The quest log that you have while you’re, well, questing isn’t just a pop-up screen that shows you what to do, like in most games. Instead, it’s a full-fledged book that you page through, showing what you’re working, yes, but also giving additional information and sketches. It includes an encyclopedia of lore and knowledge, gained while fighting creatures and questing in the world, and it helps bring the intricate and rich historical knowledge built into the Warhammer universe over the past 25 years into the game. The more you fight giants, for instance, the better the picture is, and the more you know about them.
They’ve also already brought in a number of the iconic locations of the Warhammer universe. If you’re familiar with the world, you’ll finally get to see up close and personal many of the locations you’ve only read about or seen modeled. If you’re not familiar with it, it’s your chance to delve deep into the world, knowing that what you’re looking at has a history and a shadow much past what you see simply visually.
For a game that’s only 8 months into development, the game play was surprisingly good. Following Priestly’s “rule of three” (three is a magic number, and many things have three parts, or aspects, or the such) there are three parts to combat – tactics, hot bar/skills, and morale.
Your tactics are how you approach the battle. It’s much like a permanent buff. Your skills on your hot bar should be familiar to just about any MMORPG player – they’re special abilities like an armor debuff or a strong hit that you can use on a timer. Finally, as you fight, your morale goes up – and as it goes you can do stronger and stronger special attacks that will deplete your morale. Barnett compared it to the spell casting in one of his favorite games of all time, Golden Axe.

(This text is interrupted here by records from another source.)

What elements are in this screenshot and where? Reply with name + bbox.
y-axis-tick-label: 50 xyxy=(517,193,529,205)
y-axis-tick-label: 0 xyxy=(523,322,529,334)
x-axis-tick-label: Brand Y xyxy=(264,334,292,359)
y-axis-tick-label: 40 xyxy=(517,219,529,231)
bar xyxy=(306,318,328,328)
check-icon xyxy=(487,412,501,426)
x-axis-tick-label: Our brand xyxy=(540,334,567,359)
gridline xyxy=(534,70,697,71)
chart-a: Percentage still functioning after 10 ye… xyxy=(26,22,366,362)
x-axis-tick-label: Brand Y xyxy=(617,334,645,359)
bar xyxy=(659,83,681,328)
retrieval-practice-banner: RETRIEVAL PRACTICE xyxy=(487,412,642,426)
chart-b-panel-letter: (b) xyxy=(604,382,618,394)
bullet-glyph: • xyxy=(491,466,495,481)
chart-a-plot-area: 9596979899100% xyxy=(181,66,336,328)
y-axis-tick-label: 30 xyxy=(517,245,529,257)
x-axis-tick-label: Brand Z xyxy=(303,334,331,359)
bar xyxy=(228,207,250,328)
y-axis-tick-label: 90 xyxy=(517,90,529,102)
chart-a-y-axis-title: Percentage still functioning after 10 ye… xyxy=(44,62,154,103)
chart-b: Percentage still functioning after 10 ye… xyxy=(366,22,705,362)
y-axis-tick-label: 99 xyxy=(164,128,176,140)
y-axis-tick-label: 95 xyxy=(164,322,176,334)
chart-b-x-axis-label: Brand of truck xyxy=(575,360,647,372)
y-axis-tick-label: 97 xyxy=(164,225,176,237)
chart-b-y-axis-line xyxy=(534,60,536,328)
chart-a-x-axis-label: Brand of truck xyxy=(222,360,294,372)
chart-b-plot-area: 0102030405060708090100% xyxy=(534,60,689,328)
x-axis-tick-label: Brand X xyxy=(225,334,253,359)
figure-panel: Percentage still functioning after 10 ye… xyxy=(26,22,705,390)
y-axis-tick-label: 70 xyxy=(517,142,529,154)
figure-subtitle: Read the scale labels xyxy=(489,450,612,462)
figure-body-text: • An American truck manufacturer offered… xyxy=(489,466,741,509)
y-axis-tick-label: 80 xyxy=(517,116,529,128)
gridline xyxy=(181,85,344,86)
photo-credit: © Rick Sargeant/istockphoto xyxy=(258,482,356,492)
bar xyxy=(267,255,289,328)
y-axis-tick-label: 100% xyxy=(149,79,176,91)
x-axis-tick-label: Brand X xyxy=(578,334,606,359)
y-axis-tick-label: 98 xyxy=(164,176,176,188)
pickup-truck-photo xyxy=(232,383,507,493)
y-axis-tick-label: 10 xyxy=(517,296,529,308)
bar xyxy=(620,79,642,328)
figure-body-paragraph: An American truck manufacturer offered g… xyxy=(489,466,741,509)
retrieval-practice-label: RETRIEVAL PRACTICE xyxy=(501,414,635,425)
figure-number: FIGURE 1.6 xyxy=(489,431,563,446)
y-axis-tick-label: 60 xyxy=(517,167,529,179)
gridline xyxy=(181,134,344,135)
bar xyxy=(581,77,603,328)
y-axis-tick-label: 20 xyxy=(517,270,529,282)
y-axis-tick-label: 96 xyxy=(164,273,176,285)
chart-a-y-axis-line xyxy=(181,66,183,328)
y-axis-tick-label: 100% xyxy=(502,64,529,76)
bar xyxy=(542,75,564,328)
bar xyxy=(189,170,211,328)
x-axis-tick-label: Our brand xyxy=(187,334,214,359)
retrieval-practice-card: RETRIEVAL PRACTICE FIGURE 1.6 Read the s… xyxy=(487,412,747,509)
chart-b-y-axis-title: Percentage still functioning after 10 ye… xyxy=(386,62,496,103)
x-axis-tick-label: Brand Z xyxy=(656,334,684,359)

Keeping with the Warhammer theme of constant and eternal WAR there’ll be quite a bit of PvP in the game. There’s no death penalty – Priestly believes dying is penalty enough – but there is a time delay in getting back to the game, in order to keep people from trying to zerg each other. Mythic is using what it’s learned in its years of running Dark Age of Camelot coupled with the “rule of 3” and the Warhammer tradition of point values for units to help balance PvP.
First off, you have three different types of PvP, basically – skirmish, battlefields, and scenarios. Skirmishes are incidental world PvP. Battlefields are larger fights in the persistent world. Scenarios are instanced fights that work for control of set points. This all leads up to the end-game of PvP – sacking your opponent’s capital city.
In the Warhammer games, each unit has a value. A rank and file orc may only be worth a couple of points, but an orcish hero would be worth ten times as many. The game keeps track of your performance in PvP and your equipment and gives you a point value. Thus, you could end up with 5 very powerful guys fighting 50 much less powerful people – but the point system will hopefully ensure that the fight is even.
In addition, in terms of population imbalances, the Dogs of War will balance out scenarios. Basically, the Dogs of War are mercenaries that join the smaller side to make the teams more even. That helps ensure that one side will not be permanently outnumbered, or that the larger population side can always have opponents.
Of course, you don’t have to PvP – but you’ll be missing out a lot from the game if you don’t. There are plenty of quests out there, as well as stories to be told – each race will have their own arc, as well as each zone, and even each server!
WAR looks like it has a lot of potential, and Mythic has a lot of experience with their previous MMORPG. So far, it looks like the game is off on the right foot.